Evaluation of Oligopoly 寡头垄断的评估
Oligopoly presents a mixed welfare assessment. On the negative side, firms may restrict output and charge prices above the competitive level, resulting in allocative inefficiency. Productive inefficiency may arise because firms are not forced to minimise costs when insulated by barriers to entry. Collusion, whether overt or tacit, directly harms consumers by raising prices above the competitive level. Additionally, the strategic behaviour required for survival may divert resources from truly productive activities. 寡头垄断呈现出混合的福利评估。在消极方面,企业可能限制产量并以高于竞争水平的价格收费,导致配置效率低下。生产无效率可能出现,因为企业在进入壁垒的保护下没有被强制最小化成本。合谋,无论是公开还是默契的,通过将价格提高到竞争水平之上直接损害消费者利益。此外,生存所需的战略行为可能将资源从真正生产性的活动中转移出去。
On the positive side, oligopolistic firms often earn supernormal profits (even in the long run), which can fund significant investment in research and development. This dynamic efficiency can lead to technological progress and product innovations that benefit consumers over time. For example, the heavy R&D spending by pharmaceutical and technology oligopolies has produced lifesaving drugs and transformative technologies. Furthermore, the economies of scale achieved by large firms can lower average costs, potentially resulting in lower prices than a fragmented market structure would allow. 在积极方面,寡头企业通常赚取超常利润(即使在长期也是如此),这可以为研发的大规模投资提供资金。这种动态效率可以带来技术进步和产品创新,随时间推移使消费者受益。例如,制药和技术寡头的大量研发支出已经产生了救命药物和变革性技术。此外,大企业实现的规模经济可以降低平均成本,可能带来比分化的市场结构更低的价格。
Oligopoly in the Real World 现实世界中的寡头垄断
Understanding oligopoly is essential for analysing many contemporary economic issues. The UK energy market, dominated by the Big Six suppliers (now evolved but still concentrated), has been a focus of regulatory attention because of concerns about tacit collusion and excessive pricing. The global technology sector, with a handful of firms controlling search engines, social media platforms, and cloud computing infrastructure, increasingly resembles an oligopolistic structure.
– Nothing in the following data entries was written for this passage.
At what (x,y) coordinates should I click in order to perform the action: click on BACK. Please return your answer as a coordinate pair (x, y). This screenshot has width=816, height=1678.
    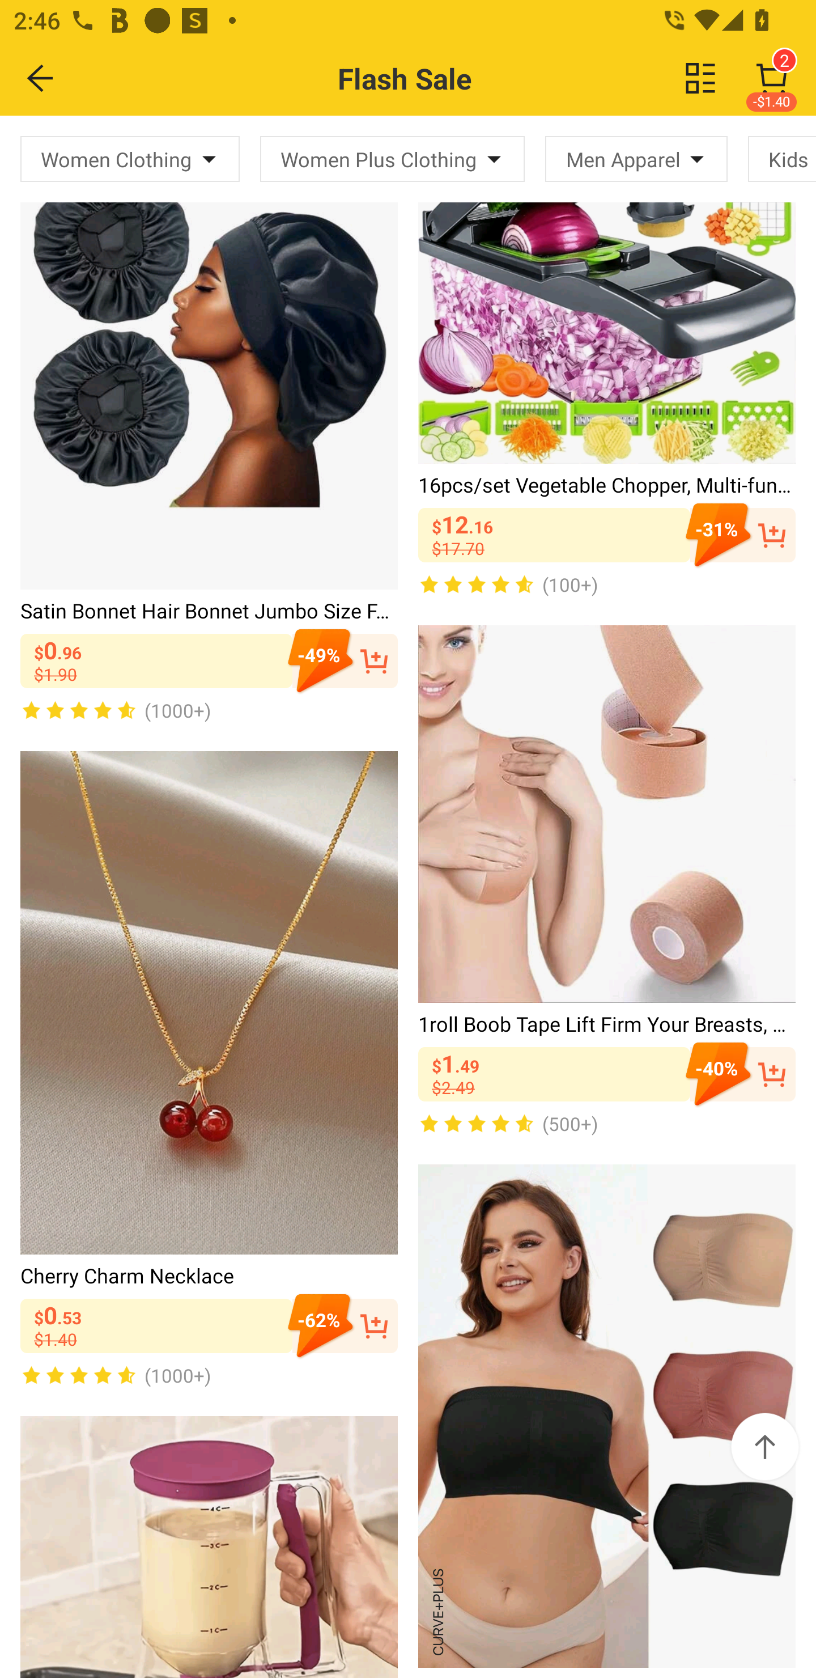
    Looking at the image, I should click on (41, 77).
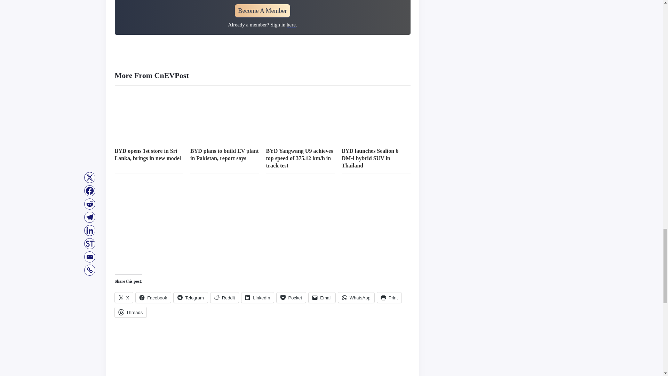  I want to click on Click to share on Telegram, so click(190, 298).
Similarly, the pharmaceutical industry’s oligopolistic nature shapes drug pricing, patent strategies, and the pace of medical innovation worldwide. 理解寡头垄断对于分析许多当代经济问题至关重要。由六大供应商主导的英国能源市场一直是监管关注的焦点,因为存在对默契合谋和过高定价的担忧。全球科技行业,少数企业控制着搜索引擎、社交媒体平台和云计算基础设施,越来越呈现出寡头结构。同样,制药行业的寡头性质塑造了全球药品定价、专利策略和医疗创新的步伐。
Exam Tips: Oligopoly and Game Theory 考试技巧:寡头与博弈论
When answering exam questions on oligopoly, start by defining the market structure using concentration ratios or the HHI. Always draw a payoff matrix when discussing the Prisoner’s Dilemma: label the players, strategies (high price vs. low price), and payoffs clearly. Explain why the dominant strategy leads to the Nash equilibrium, and analyse why the cooperative outcome is unstable without binding agreements. When addressing the kinked demand curve, draw the diagram with the kink at the prevailing price and the discontinuity in the MR curve. For evaluation, weigh static inefficiency against dynamic efficiency using real-world examples, and discuss the role of government competition policy and regulators in mitigating market failure. 在回答寡头垄断的考试问题时,首先使用集中度比率或HHI来定义市场结构。在讨论囚徒困境时,始终画出收益矩阵:清楚地标注参与者、策略(高价vs.低价)和收益。解释为什么占优策略导致纳什均衡,并分析为什么没有约束性协议时合作结果是不稳定的。在处理弯折需求曲线时,画出在现行价格处弯折的曲线以及MR曲线中的间断。对于评估,使用现实世界例子权衡静态无效率和动态效率,并讨论政府竞争政策和监管机构在减轻市场失灵中的作用。